By Ben Guarino, The Washington Post.
Published: June 16, 2016, 12:10pm

It started as a tourist destination, but the main attraction soon overran the town. In a story that seems to channel the spirits of both Michael Crichton and Charlton Heston, a scheme by Chinese villagers to support the local economy with dozens of tame monkeys has gone horribly awry.

In 2003, over a span of nearly seven weeks, the residents of Xianfeng village lured dozens of macaque monkeys down from nearby mountains. Xianfeng is located in China’s Sichuan province, where another tourist attraction, Mount Emei, is famous for its monkeys. The villagers were, perhaps, inspired by the mountainous monkey refuge, according to China’s CCTV News.

In the beginning, Xianfeng found success. Tourists flocked to see the monkeys, with investors following close behind.

“Every weekend and public holiday, the village welcomes thousands of visitors,” a stakeholder told CCTV.

But it would not last. After the death of lead investor Zhou Zhenggui in 2014, commercial support for the village dried up. Meanwhile, the monkey troop swelled to 600 animals, which began ransacking farms. (Where macaques are common, they can be pests; this presents a particular conundrum in northern India, where the animals are simultaneously icons of the God Hanuman as well as threats to the local Hindu farmers.)

Like humans, macaques are intelligent primates: Dario Maestripieri, a primatologist at the University of Chicago, once called the macaque “Machiavellian.” Also like humans, the monkeys can adapt to – and become nuisances in – diverse environments.

At Xianfeng the monkeys steal food, get into cacophonous fights and break into homes, CCTV News reports. On nearby Mount Emei, visitors to the monkeys’ habitat are now warned not to touch or feed the furry denizens, and to clutch valuables tightly as the animals have been known to abscond with objects and drape them from the treetops.

Even in urban Hong Kong, the macaques are not afraid of humans, nabbing food from human hands and convenience stores.
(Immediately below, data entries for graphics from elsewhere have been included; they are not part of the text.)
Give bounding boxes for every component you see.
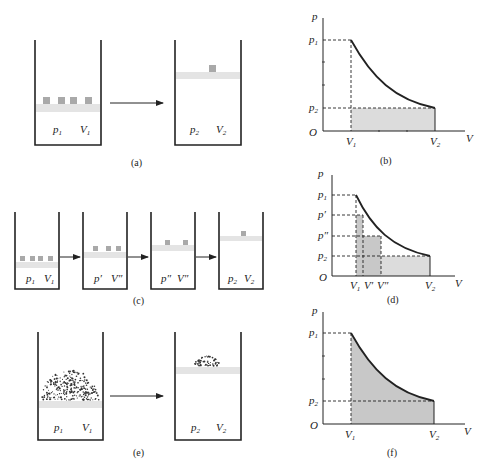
weight-block	[70, 97, 77, 104]
sand-pile-small	[194, 356, 220, 367]
volume-label: V2	[244, 272, 255, 286]
y-tick-p2: p2	[317, 249, 328, 263]
panel-a: p1 V1 p2 V2 (a)	[35, 40, 241, 169]
shaded-work-area	[351, 333, 434, 424]
container-a1: p1 V1	[35, 40, 101, 145]
thermodynamics-expansion-figure: p1 V1 p2 V2 (a) p V O p1 p2 V1 V2 (b)	[0, 0, 481, 473]
weight-block	[20, 256, 25, 261]
pressure-label: p1	[52, 123, 62, 137]
container-c1: p1 V1	[15, 212, 59, 289]
pressure-label: p′	[93, 272, 103, 284]
weight-block	[209, 65, 216, 72]
container-c2: p′ V″	[83, 212, 127, 289]
piston	[176, 72, 240, 79]
x-tick-v2: V2	[429, 428, 440, 442]
panel-c: p1 V1 p′ V″ p″ V″ p2	[15, 212, 263, 307]
origin-label: O	[309, 126, 317, 138]
weight-block	[93, 246, 98, 251]
origin-label: O	[319, 271, 327, 283]
panel-b-pv-diagram: p V O p1 p2 V1 V2 (b)	[308, 10, 474, 167]
cylinder	[219, 212, 263, 289]
panel-d-pv-diagram: p V O p1 p′ p″ p2 V1 V′ V″ V2 (d)	[317, 167, 463, 306]
volume-label: V2	[216, 421, 227, 435]
container-c4: p2 V2	[219, 212, 263, 289]
pressure-label: p″	[160, 272, 172, 284]
weight-block	[48, 256, 53, 261]
volume-label: V″	[177, 272, 189, 284]
y-tick-p1: p1	[317, 188, 327, 202]
piston	[39, 401, 102, 408]
piston	[16, 262, 58, 268]
x-axis-label: V	[464, 425, 472, 437]
weight-block	[85, 97, 92, 104]
weight-block	[43, 97, 50, 104]
weight-block	[30, 256, 35, 261]
origin-label: O	[310, 419, 318, 431]
y-tick-p-double-prime: p″	[317, 229, 329, 241]
panel-caption: (b)	[380, 155, 392, 167]
pressure-label: p2	[227, 272, 238, 286]
panel-caption: (e)	[133, 447, 144, 459]
x-tick-v-double-prime: V″	[377, 279, 389, 291]
x-axis-label: V	[466, 132, 474, 144]
x-tick-v1: V1	[345, 428, 355, 442]
x-tick-v-prime: V′	[364, 279, 374, 291]
y-tick-p1: p1	[308, 326, 318, 340]
y-tick-p1: p1	[308, 33, 318, 47]
pressure-label: p1	[53, 421, 63, 435]
volume-label: V1	[80, 123, 90, 137]
panel-e: p1 V1 p2 V2 (e)	[38, 332, 241, 459]
y-axis-label: p	[317, 167, 324, 179]
panel-caption: (d)	[387, 294, 399, 306]
weight-block	[165, 240, 170, 245]
shaded-step-1	[356, 215, 363, 276]
piston	[152, 245, 194, 251]
cylinder	[35, 40, 101, 145]
panel-f-pv-diagram: p V O p1 p2 V1 V2 (f)	[308, 304, 472, 459]
volume-label: V″	[111, 272, 123, 284]
y-tick-p2: p2	[308, 394, 319, 408]
isotherm-curve	[351, 40, 435, 108]
weight-block	[106, 246, 111, 251]
weight-block	[116, 246, 121, 251]
pressure-label: p1	[25, 272, 35, 286]
container-e2: p2 V2	[175, 332, 241, 440]
weight-block	[241, 231, 246, 236]
y-tick-p-prime: p′	[317, 208, 327, 220]
shaded-step-3	[381, 256, 430, 276]
piston	[176, 367, 240, 374]
weight-block	[183, 240, 188, 245]
y-tick-p2: p2	[308, 101, 319, 115]
volume-label: V2	[216, 123, 227, 137]
pressure-label: p2	[190, 421, 201, 435]
container-a2: p2 V2	[175, 40, 241, 145]
shaded-work-area	[351, 108, 435, 131]
piston	[220, 236, 262, 241]
y-axis-label: p	[311, 10, 318, 22]
x-tick-v2: V2	[430, 135, 441, 149]
volume-label: V1	[82, 421, 92, 435]
sand-pile-large	[41, 370, 99, 401]
cylinder	[175, 40, 241, 145]
x-tick-v1: V1	[350, 279, 360, 293]
weight-block	[38, 256, 43, 261]
cylinder	[175, 332, 241, 440]
x-tick-v1: V1	[346, 135, 356, 149]
panel-caption: (f)	[387, 447, 397, 459]
x-tick-v2: V2	[425, 279, 436, 293]
x-axis-label: V	[455, 277, 463, 289]
panel-caption: (a)	[131, 157, 142, 169]
weight-block	[58, 97, 65, 104]
volume-label: V1	[44, 272, 54, 286]
container-c3: p″ V″	[151, 212, 195, 289]
y-axis-label: p	[311, 304, 318, 316]
piston	[84, 252, 126, 258]
pressure-label: p2	[189, 123, 200, 137]
container-e1: p1 V1	[38, 332, 103, 440]
piston	[36, 104, 100, 112]
panel-caption: (c)	[133, 295, 144, 307]
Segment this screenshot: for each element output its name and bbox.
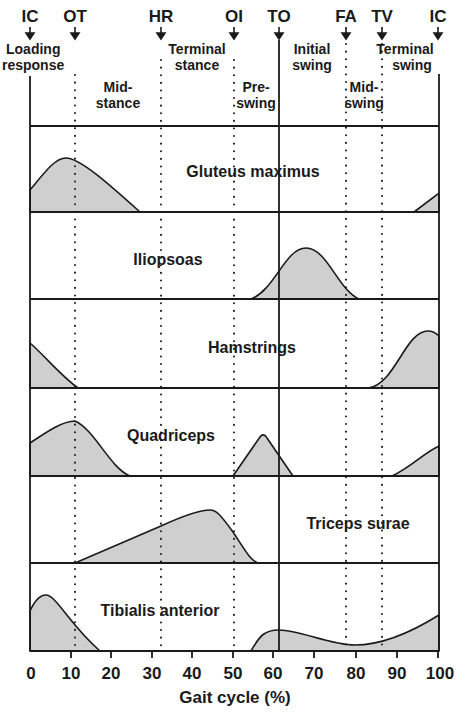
phase-terminal-swing-line1: Terminal xyxy=(376,41,433,57)
area-quadriceps-2 xyxy=(233,435,293,476)
area-iliopsoas xyxy=(251,248,359,299)
tick-80: 80 xyxy=(347,664,366,683)
arrow-down-icon xyxy=(157,27,165,39)
phase-preswing-line1: Pre- xyxy=(242,79,270,95)
label-quadriceps: Quadriceps xyxy=(127,427,215,444)
label-hamstrings: Hamstrings xyxy=(208,339,296,356)
phase-loading-line2: response xyxy=(2,57,64,73)
arrow-down-icon xyxy=(342,27,350,39)
phase-midstance-line1: Mid- xyxy=(104,79,133,95)
event-hr: HR xyxy=(149,7,174,26)
event-oi: OI xyxy=(225,7,243,26)
area-gluteus-maximus-1 xyxy=(30,158,140,212)
tick-30: 30 xyxy=(143,664,162,683)
tick-50: 50 xyxy=(224,664,243,683)
x-axis-tick-labels: 0 10 20 30 40 50 60 70 80 90 100 xyxy=(26,664,454,683)
tick-60: 60 xyxy=(264,664,283,683)
x-axis-label: Gait cycle (%) xyxy=(179,688,291,707)
arrow-down-icon xyxy=(230,27,238,39)
label-iliopsoas: Iliopsoas xyxy=(133,251,202,268)
label-tibialis-anterior: Tibialis anterior xyxy=(101,602,220,619)
tick-20: 20 xyxy=(102,664,121,683)
phase-terminal-stance-line2: stance xyxy=(175,57,220,73)
tick-90: 90 xyxy=(388,664,407,683)
arrow-down-icon xyxy=(275,27,283,39)
event-ic-start: IC xyxy=(22,7,39,26)
area-hamstrings-1 xyxy=(30,343,78,388)
event-ot: OT xyxy=(63,7,87,26)
phase-loading-line1: Loading xyxy=(6,41,60,57)
area-triceps-surae xyxy=(75,510,258,563)
phase-initial-swing-line2: swing xyxy=(292,57,332,73)
phase-labels: Loading response Mid- stance Terminal st… xyxy=(2,41,434,111)
tick-10: 10 xyxy=(62,664,81,683)
event-ic-end: IC xyxy=(430,7,447,26)
phase-terminal-stance-line1: Terminal xyxy=(168,41,225,57)
event-labels: IC OT HR OI TO FA TV IC xyxy=(22,7,447,26)
event-tv: TV xyxy=(371,7,393,26)
label-gluteus-maximus: Gluteus maximus xyxy=(186,163,319,180)
arrow-down-icon xyxy=(71,27,79,39)
phase-initial-swing-line1: Initial xyxy=(294,41,331,57)
area-gluteus-maximus-2 xyxy=(414,193,439,212)
gait-chart: IC OT HR OI TO FA TV IC Loading response… xyxy=(0,0,470,725)
area-quadriceps-1 xyxy=(30,421,130,476)
x-axis-ticks xyxy=(71,651,438,658)
tick-40: 40 xyxy=(183,664,202,683)
phase-terminal-swing-line2: swing xyxy=(392,57,432,73)
event-fa: FA xyxy=(335,7,357,26)
arrow-down-icon xyxy=(26,27,34,39)
phase-midstance-line2: stance xyxy=(96,95,141,111)
area-tibialis-anterior-1 xyxy=(30,595,100,651)
arrow-down-icon xyxy=(378,27,386,39)
phase-midswing-line2: swing xyxy=(344,95,384,111)
tick-0: 0 xyxy=(26,664,35,683)
area-hamstrings-2 xyxy=(368,331,439,388)
area-quadriceps-3 xyxy=(392,446,439,476)
event-to: TO xyxy=(267,7,290,26)
label-triceps-surae: Triceps surae xyxy=(306,515,409,532)
arrow-down-icon xyxy=(434,27,442,39)
event-arrows xyxy=(26,27,442,39)
phase-preswing-line2: swing xyxy=(236,95,276,111)
tick-100: 100 xyxy=(426,664,454,683)
phase-midswing-line1: Mid- xyxy=(350,79,379,95)
tick-70: 70 xyxy=(305,664,324,683)
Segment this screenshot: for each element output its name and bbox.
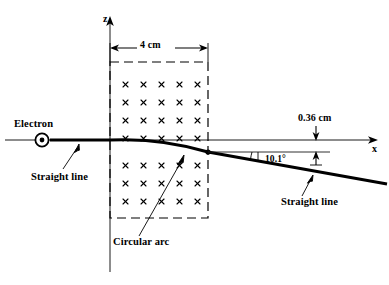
x-cross-icon <box>195 82 200 87</box>
electron-trajectory <box>50 140 387 184</box>
physics-diagram-figure: z x Electron 4 cm 0.36 cm 10.1° Straight… <box>0 0 389 285</box>
x-cross-icon <box>177 199 182 204</box>
axes-group <box>5 16 378 272</box>
x-cross-icon <box>177 181 182 186</box>
x-cross-icon <box>123 199 128 204</box>
x-cross-icon <box>141 118 146 123</box>
x-cross-icon <box>123 118 128 123</box>
electron-label: Electron <box>14 119 53 130</box>
diagram-canvas <box>0 0 389 285</box>
x-cross-icon <box>141 100 146 105</box>
x-cross-icon <box>195 199 200 204</box>
x-cross-icon <box>159 118 164 123</box>
leader-straight-line-left <box>63 144 79 169</box>
leader-straight-line-right <box>302 175 313 196</box>
x-cross-icon <box>195 181 200 186</box>
trajectory-circular-arc <box>110 140 208 152</box>
width-dimension-label: 4 cm <box>140 40 161 50</box>
x-cross-icon <box>195 163 200 168</box>
x-cross-icon <box>123 82 128 87</box>
x-cross-icon <box>123 163 128 168</box>
circled-dot-icon-center <box>40 138 45 143</box>
x-cross-icon <box>123 100 128 105</box>
x-cross-icon <box>159 163 164 168</box>
z-axis-label: z <box>103 14 108 24</box>
x-cross-icon <box>141 82 146 87</box>
deflection-angle-label: 10.1° <box>265 155 286 165</box>
x-cross-icon <box>195 100 200 105</box>
x-cross-icon <box>159 100 164 105</box>
straight-line-label-left: Straight line <box>31 172 88 183</box>
straight-line-label-right: Straight line <box>281 197 338 208</box>
x-cross-icon <box>195 118 200 123</box>
x-cross-icon <box>123 181 128 186</box>
x-cross-icon <box>159 82 164 87</box>
circular-arc-label: Circular arc <box>113 237 169 248</box>
trajectory-outgoing-straight <box>208 152 387 184</box>
x-cross-icon <box>159 181 164 186</box>
x-cross-icon <box>177 118 182 123</box>
deflection-dimension-label: 0.36 cm <box>298 113 331 123</box>
x-cross-icon <box>141 181 146 186</box>
x-cross-icon <box>141 163 146 168</box>
x-cross-icon <box>141 199 146 204</box>
x-cross-icon <box>177 82 182 87</box>
x-axis-label: x <box>372 144 377 154</box>
electron-marker-group <box>35 133 48 146</box>
x-cross-icon <box>177 100 182 105</box>
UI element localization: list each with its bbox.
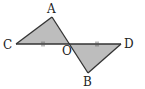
label-O: O	[62, 44, 72, 58]
label-C: C	[3, 38, 12, 52]
geometry-diagram: A C O D B	[0, 0, 145, 89]
triangle-BOD	[69, 44, 121, 73]
label-A: A	[46, 2, 56, 16]
label-D: D	[124, 37, 134, 51]
label-B: B	[83, 75, 92, 89]
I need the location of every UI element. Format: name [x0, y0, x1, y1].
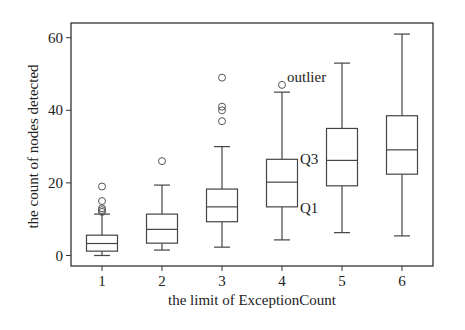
- outlier-point: [279, 81, 286, 88]
- x-tick-label: 3: [218, 273, 226, 289]
- y-tick-label: 0: [56, 248, 64, 264]
- iqr-box: [327, 128, 358, 185]
- x-tick-label: 2: [158, 273, 166, 289]
- outlier-point: [159, 158, 166, 165]
- x-tick-label: 5: [338, 273, 346, 289]
- annotation-q3: Q3: [300, 151, 318, 167]
- box-6: [387, 34, 418, 236]
- box-2: [147, 158, 178, 250]
- outlier-point: [219, 118, 226, 125]
- x-axis-title: the limit of ExceptionCount: [168, 292, 337, 308]
- y-tick-label: 20: [48, 175, 63, 191]
- annotation-q1: Q1: [300, 200, 318, 216]
- iqr-box: [147, 214, 178, 243]
- iqr-box: [207, 189, 238, 222]
- outlier-point: [219, 74, 226, 81]
- box-3: [207, 74, 238, 247]
- x-tick-label: 1: [98, 273, 106, 289]
- box-plot-chart: 0204060 123456 outlierQ3Q1 the limit of …: [0, 0, 465, 330]
- iqr-box: [267, 159, 298, 207]
- y-tick-label: 60: [48, 30, 63, 46]
- box-series: [87, 34, 418, 255]
- box-4: [267, 81, 298, 240]
- y-axis-title: the count of nodes detected: [25, 64, 41, 229]
- box-1: [87, 183, 118, 255]
- outlier-point: [99, 198, 106, 205]
- plot-frame: [71, 23, 433, 266]
- y-axis: 0204060: [48, 30, 71, 264]
- y-tick-label: 40: [48, 102, 63, 118]
- annotation-outlier: outlier: [287, 69, 326, 85]
- x-axis: 123456: [98, 266, 406, 289]
- x-tick-label: 4: [278, 273, 286, 289]
- box-5: [327, 63, 358, 233]
- x-tick-label: 6: [398, 273, 406, 289]
- iqr-box: [387, 116, 418, 174]
- outlier-point: [99, 183, 106, 190]
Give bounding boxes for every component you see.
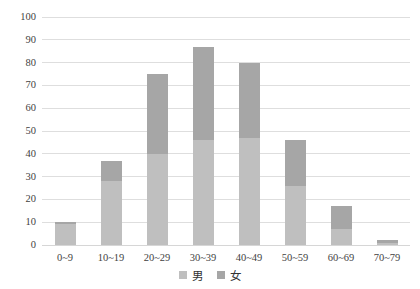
- y-tick-label-100: 100: [2, 11, 36, 23]
- legend-item-男: 男: [179, 267, 203, 283]
- bar-segment-男-40~49: [239, 138, 260, 245]
- bar-segment-男-50~59: [285, 186, 306, 245]
- legend-swatch-icon-女: [217, 271, 225, 279]
- bar-group-20~29: [134, 74, 180, 245]
- x-category-label-40~49: 40~49: [226, 252, 272, 263]
- bar-group-0~9: [42, 222, 88, 245]
- bar-segment-男-0~9: [55, 224, 76, 245]
- bar-segment-女-60~69: [331, 206, 352, 229]
- y-tick-label-90: 90: [2, 34, 36, 46]
- y-tick-label-70: 70: [2, 79, 36, 91]
- bar-segment-女-30~39: [193, 47, 214, 140]
- bar-segment-男-70~79: [377, 243, 398, 245]
- legend-label-男: 男: [192, 267, 203, 283]
- gridline-100: [42, 17, 410, 18]
- x-category-label-20~29: 20~29: [134, 252, 180, 263]
- gridline-90: [42, 39, 410, 40]
- x-category-label-50~59: 50~59: [272, 252, 318, 263]
- bar-segment-男-20~29: [147, 154, 168, 245]
- y-tick-label-60: 60: [2, 102, 36, 114]
- bar-segment-男-60~69: [331, 229, 352, 245]
- plot-area: [42, 17, 410, 245]
- y-tick-label-10: 10: [2, 216, 36, 228]
- x-category-label-0~9: 0~9: [42, 252, 88, 263]
- legend-label-女: 女: [230, 267, 241, 283]
- x-category-label-60~69: 60~69: [318, 252, 364, 263]
- bar-group-60~69: [318, 206, 364, 245]
- stacked-bar-chart: 0102030405060708090100 0~910~1920~2930~3…: [0, 0, 420, 289]
- x-category-label-30~39: 30~39: [180, 252, 226, 263]
- bar-segment-女-10~19: [101, 161, 122, 182]
- bar-segment-女-20~29: [147, 74, 168, 154]
- legend-swatch-icon-男: [179, 271, 187, 279]
- y-tick-label-80: 80: [2, 57, 36, 69]
- x-category-label-10~19: 10~19: [88, 252, 134, 263]
- bar-group-40~49: [226, 63, 272, 245]
- bar-group-50~59: [272, 140, 318, 245]
- y-tick-label-50: 50: [2, 125, 36, 137]
- y-tick-label-40: 40: [2, 148, 36, 160]
- bar-segment-女-40~49: [239, 63, 260, 138]
- bar-group-10~19: [88, 161, 134, 245]
- y-tick-label-20: 20: [2, 193, 36, 205]
- bar-segment-男-30~39: [193, 140, 214, 245]
- legend: 男女: [0, 267, 420, 283]
- y-tick-label-30: 30: [2, 171, 36, 183]
- bar-segment-男-10~19: [101, 181, 122, 245]
- bar-group-70~79: [364, 240, 410, 245]
- legend-item-女: 女: [217, 267, 241, 283]
- x-category-label-70~79: 70~79: [364, 252, 410, 263]
- bar-group-30~39: [180, 47, 226, 245]
- bar-segment-女-50~59: [285, 140, 306, 186]
- y-tick-label-0: 0: [2, 239, 36, 251]
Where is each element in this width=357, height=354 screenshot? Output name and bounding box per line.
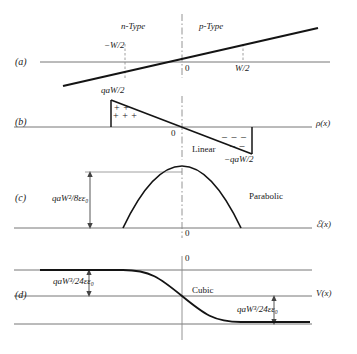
field-axis-label: ℰ(x) — [316, 220, 331, 229]
n-type-label: n-Type — [121, 22, 145, 31]
v-axis-label: V(x) — [316, 289, 332, 298]
graded-junction-figure: (a) (b) (c) (d) n-Type p-Type −W/2 0 W/2… — [0, 0, 357, 354]
panel-b-zero-label: 0 — [171, 129, 176, 138]
cubic-label: Cubic — [192, 286, 214, 295]
panel-c-zero-label: 0 — [185, 229, 190, 238]
panel-b-id: (b) — [15, 117, 27, 127]
minus-w-half-label: −W/2 — [104, 41, 125, 50]
panel-d-id: (d) — [15, 290, 27, 300]
linear-label: Linear — [192, 145, 215, 154]
plus-charges-row-2: + + + — [113, 111, 137, 121]
p-type-label: p-Type — [199, 22, 223, 31]
qaw-half-label: qɑW/2 — [101, 86, 125, 95]
neg-qaw-half-label: −qɑW/2 — [224, 155, 254, 164]
minus-charges-row-2: – – — [230, 141, 246, 151]
panel-a-doping-line — [63, 28, 318, 86]
w-half-label: W/2 — [235, 64, 250, 73]
potential-step-top-label: qɑW³/24εε₀ — [53, 277, 94, 286]
panel-a-id: (a) — [15, 57, 27, 67]
panel-d-zero-label: 0 — [185, 254, 190, 263]
panel-a-zero-label: 0 — [185, 64, 190, 73]
figure-canvas — [0, 0, 357, 354]
parabolic-label: Parabolic — [249, 192, 283, 201]
rho-axis-label: ρ(x) — [316, 119, 330, 128]
field-peak-label: qɑW²/8εε₀ — [52, 194, 88, 203]
potential-step-bottom-label: qɑW³/24εε₀ — [237, 305, 278, 314]
panel-c-id: (c) — [15, 193, 26, 203]
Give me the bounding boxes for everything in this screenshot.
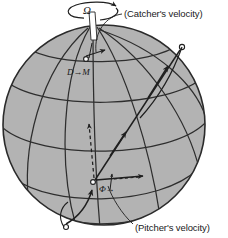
pitcher-position-marker xyxy=(91,180,96,185)
spin-axis-rod xyxy=(89,12,97,40)
physics-figure-rotating-sphere: (Catcher's velocity) (Pitcher's velocity… xyxy=(0,0,228,238)
catcher-velocity-label: (Catcher's velocity) xyxy=(124,8,202,19)
rotation-arrow-back-icon xyxy=(100,8,118,20)
catcher-position-marker xyxy=(84,57,89,62)
catcher-position-label: D→M xyxy=(67,67,90,77)
pitcher-position-label: Φ→ xyxy=(99,184,115,194)
pitcher-velocity-label: (Pitcher's velocity) xyxy=(135,222,210,233)
trajectory-start-marker xyxy=(64,225,69,230)
spin-axis-omega-label: Ω xyxy=(83,4,91,16)
figure-canvas xyxy=(0,0,228,238)
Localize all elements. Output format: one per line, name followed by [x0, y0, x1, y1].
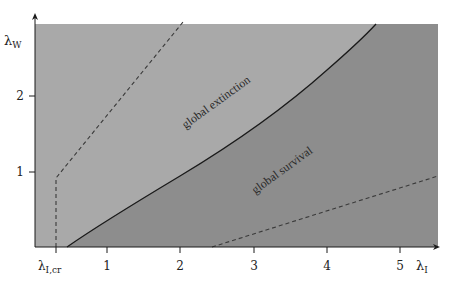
- y-tick-label-1: 1: [16, 165, 24, 179]
- x-tick-label-5: 5: [396, 259, 404, 273]
- phase-diagram-chart: λI,cr 1 2 3 4 5 λI 1 2 λW global extinct…: [0, 0, 452, 287]
- x-tick-label-cr: λI,cr: [38, 259, 62, 275]
- y-axis-label: λW: [4, 33, 22, 50]
- x-axis-label: λI: [416, 258, 428, 275]
- x-tick-label-3: 3: [250, 259, 258, 273]
- x-ticks: [56, 247, 400, 253]
- x-tick-label-2: 2: [176, 259, 184, 273]
- chart-svg: λI,cr 1 2 3 4 5 λI 1 2 λW global extinct…: [0, 0, 452, 287]
- x-tick-label-4: 4: [323, 259, 331, 273]
- y-tick-label-2: 2: [16, 89, 24, 103]
- y-ticks: [29, 96, 35, 172]
- x-tick-label-1: 1: [103, 259, 111, 273]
One monkey led police on a two-day chase through the center of Tsim Sha Tsui, in what the South China Morning Post referred to as the “infamous 2001 Kowloon monkey chase.” The Hong Kong government has begun sterilizing the monkeys in the hopes of lowering the population.

Chinese wildlife authorities removed 300 monkeys from Xianfeng village. The other half still remain.